Her parents were Russified Germans. The family of his father, Konstantin Knipper, a civil engineer, came to Russia in the early XIX century from Westphalia. When Olga was sixteen, she was taken to Moscow by her father’s sister Olga Leonardovna Knipper-Chekhova. She assigned her niece to the studio at the Art Theatre, in which she had been playing for several years. However, the study for Olga ended quickly. She fell in love with her cousin, Mikhail Chekhov, who was considered a rising star of the Moscow Art Theatre, and married him. A year and a half later, the young had a daughter Ada, and two years later they divorced.
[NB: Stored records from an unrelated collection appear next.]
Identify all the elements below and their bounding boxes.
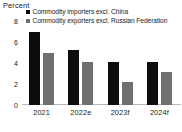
bar[interactable]	[108, 62, 119, 105]
y-axis-tick-label: 0	[14, 102, 18, 109]
x-axis-tick-label: 2024f	[140, 108, 179, 117]
y-axis-tick-label: 8	[14, 18, 18, 25]
y-axis-tick-label: 6	[14, 39, 18, 46]
y-axis-tick-label: 4	[14, 60, 18, 67]
bar-group	[140, 21, 179, 105]
bar[interactable]	[29, 32, 40, 106]
chart-container: Percent Commodity importers excl. ChinaC…	[0, 0, 182, 132]
y-axis-tick-label: 2	[14, 81, 18, 88]
bar[interactable]	[68, 50, 79, 105]
x-axis-tick-labels: 20212022e2023f2024f	[22, 108, 179, 117]
bar-group	[61, 21, 100, 105]
bar[interactable]	[122, 82, 133, 105]
legend-item[interactable]: Commodity importers excl. China	[26, 8, 167, 16]
bar-group	[101, 21, 140, 105]
x-axis-tick-label: 2022e	[61, 108, 100, 117]
bar-group	[22, 21, 61, 105]
x-axis-tick-label: 2021	[22, 108, 61, 117]
bar[interactable]	[147, 62, 158, 105]
bar-groups	[22, 21, 179, 105]
x-axis-tick-label: 2023f	[101, 108, 140, 117]
legend-item-label: Commodity importers excl. China	[33, 8, 129, 16]
bar[interactable]	[161, 72, 172, 105]
plot-area: 02468	[22, 21, 179, 105]
bar[interactable]	[82, 62, 93, 105]
legend-swatch-icon	[26, 10, 30, 14]
bar[interactable]	[43, 53, 54, 106]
In 1920, Olga Chekhova left Russia for Germany. In 1921, she made her debut in German cinema in the film Castle Vogeled by Friedrich Wilhelm Murnau. In 1929 she directed the film “The Joke of My Love” with Mikhail Chekhov in the title role, who also decided not to return to Soviet Russia. By the early 30s, Chekhova became a real star of German cinema. She received German citizenship in 1930. In 1936 she married Belgian industrialist Marcel Robins, but the marriage broke up two years later. Olga Chekhova focused on film work and was active until the collapse of the Third Reich.
On April 27, 1945, she was arrested by the Soviet occupation authorities and taken by plane from Berlin to Moscow. Two months later, on June 25, she was flown back to Berlin.[1]
In the first postwar years, Chekhova worked mainly in the theater. In 1949, she moved from a house in Friedrichshagen in the Soviet occupation zone to a new apartment in the western Berlin district of Charlottenburg. From 1949 to 1974, she appeared in 22 films, half of which were shot in 1950 and 1951. In 1950, she settled in Munich, which became the center of West German filmmaking. In 1952, she published the first part of selective and embellished memoirs “I do not keep silent!”, as well as a collection of articles on beauty and fashion “A woman without age”. In 1955 she founded Olga Chekhova Cosmetics in Munich with branches in Berlin and Milan. In 1973, she published a new memoir, “My clock goes differently.”
Her daughter Ada and granddaughter Vera also became famous actresses.
Olga Chekhova died at the age of 82. She was buried in Munich at Obermenzing Cemetery.